Visual artist Ann Chamberlain collaborated with the patients, families, and staff of the Comprehensive Cancer Center (now The Carol Franc Buck Breast Care Center) at the University of California, San Francisco/Mount Zion Medical Center to create a beautiful, contemplative garden within a bustling medical environment. At the project’s outset, Chamberlain, a cancer survivor, wrote: “We believe there is value and meaning to creating sites of solace and renewal for everyone who lives and passes through the surrounding urban environment. This is particularly true for those in a hospital setting who are undergoing health crises.”
Chamberlain’s closest partner among the hospital participants was Dr. Laura Esserman, who had been her surgeon. She also worked closely with landscape architect Katsy Swan and ceramists Kenyon Lewis, Martha Heavenston, and Cenri Nojima. Over the course of five years, hundreds of people–hospital staff, patients, and family members–contributed and responded to design ideas, planted seeds and plants, recorded their cancer stories, and contributed to a striking, tile-lined hallway leading and adjacent to the garden site.
The original plan would have led to a completed garden in spring 1996. However, UCSF/Mount Zion Medical Center received major funding for construction that year, interrupting the garden’s development. However, the initial work on the “Healing Garden” influenced the building’s redesign and the garden—once an abandoned concrete courtyard—become the building’s centerpiece.
Lead artist Ann Chamberlain brought to the project extensive experience with public art commissions, the design and use of public spaces, cross-cultural expressions of storytelling and its power, and experience working with society’s “unheard”—those disadvantaged by poverty, homelessness, crime, and chemical dependencies.
The mission of UCSF/Mount Zion Medical Center is to provide the very highest quality medical research, patient care, and physician-scientist training to the Northern California region and beyond.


DESCRIPTION OF THE TASK – Make an exact copy of the entries below.

SUPPLIED INFORMATION –
○ ○ ○
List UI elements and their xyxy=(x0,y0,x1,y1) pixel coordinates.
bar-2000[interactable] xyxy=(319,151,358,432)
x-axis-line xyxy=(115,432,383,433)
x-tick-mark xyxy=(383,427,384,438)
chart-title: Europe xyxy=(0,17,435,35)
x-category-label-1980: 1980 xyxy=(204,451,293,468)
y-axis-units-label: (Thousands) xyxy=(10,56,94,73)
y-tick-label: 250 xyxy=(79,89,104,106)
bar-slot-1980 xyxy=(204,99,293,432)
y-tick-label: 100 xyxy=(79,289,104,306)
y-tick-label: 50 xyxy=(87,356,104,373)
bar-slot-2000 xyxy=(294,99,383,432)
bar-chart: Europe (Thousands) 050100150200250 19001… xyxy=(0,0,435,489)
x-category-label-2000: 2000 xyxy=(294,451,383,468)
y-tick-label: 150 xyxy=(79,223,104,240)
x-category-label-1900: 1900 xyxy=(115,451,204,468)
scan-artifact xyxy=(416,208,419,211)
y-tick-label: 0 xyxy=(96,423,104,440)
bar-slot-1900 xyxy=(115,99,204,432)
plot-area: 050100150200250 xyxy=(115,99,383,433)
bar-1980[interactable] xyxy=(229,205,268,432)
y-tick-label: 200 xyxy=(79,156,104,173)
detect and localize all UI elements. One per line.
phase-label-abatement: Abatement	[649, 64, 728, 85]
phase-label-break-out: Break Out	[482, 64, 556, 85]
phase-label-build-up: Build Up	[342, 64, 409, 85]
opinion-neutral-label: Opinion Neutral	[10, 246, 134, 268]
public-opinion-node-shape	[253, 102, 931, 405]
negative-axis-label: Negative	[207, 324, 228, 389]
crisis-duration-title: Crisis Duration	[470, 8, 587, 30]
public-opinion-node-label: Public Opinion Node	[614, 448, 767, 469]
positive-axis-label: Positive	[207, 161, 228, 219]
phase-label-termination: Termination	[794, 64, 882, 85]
○ ○ ○
EXERCISE RESPONSE –
List UI elements and their xyxy=(x0,y0,x1,y1) pixel coordinates.
bar-2000[interactable] xyxy=(319,151,358,432)
x-axis-line xyxy=(115,432,383,433)
x-tick-mark xyxy=(383,427,384,438)
chart-title: Europe xyxy=(0,17,435,35)
x-category-label-1980: 1980 xyxy=(204,451,293,468)
y-axis-units-label: (Thousands) xyxy=(10,56,94,73)
y-tick-label: 250 xyxy=(79,89,104,106)
bar-slot-1980 xyxy=(204,99,293,432)
y-tick-label: 100 xyxy=(79,289,104,306)
y-tick-label: 50 xyxy=(87,356,104,373)
bar-slot-2000 xyxy=(294,99,383,432)
bar-chart: Europe (Thousands) 050100150200250 19001… xyxy=(0,0,435,489)
x-category-label-2000: 2000 xyxy=(294,451,383,468)
y-tick-label: 150 xyxy=(79,223,104,240)
x-category-label-1900: 1900 xyxy=(115,451,204,468)
scan-artifact xyxy=(416,208,419,211)
y-tick-label: 0 xyxy=(96,423,104,440)
bar-slot-1900 xyxy=(115,99,204,432)
plot-area: 050100150200250 xyxy=(115,99,383,433)
bar-1980[interactable] xyxy=(229,205,268,432)
y-tick-label: 200 xyxy=(79,156,104,173)
detect and localize all UI elements. One per line.
phase-label-abatement: Abatement	[649, 64, 728, 85]
phase-label-break-out: Break Out	[482, 64, 556, 85]
phase-label-build-up: Build Up	[342, 64, 409, 85]
opinion-neutral-label: Opinion Neutral	[10, 246, 134, 268]
public-opinion-node-shape	[253, 102, 931, 405]
negative-axis-label: Negative	[207, 324, 228, 389]
crisis-duration-title: Crisis Duration	[470, 8, 587, 30]
public-opinion-node-label: Public Opinion Node	[614, 448, 767, 469]
positive-axis-label: Positive	[207, 161, 228, 219]
phase-label-termination: Termination	[794, 64, 882, 85]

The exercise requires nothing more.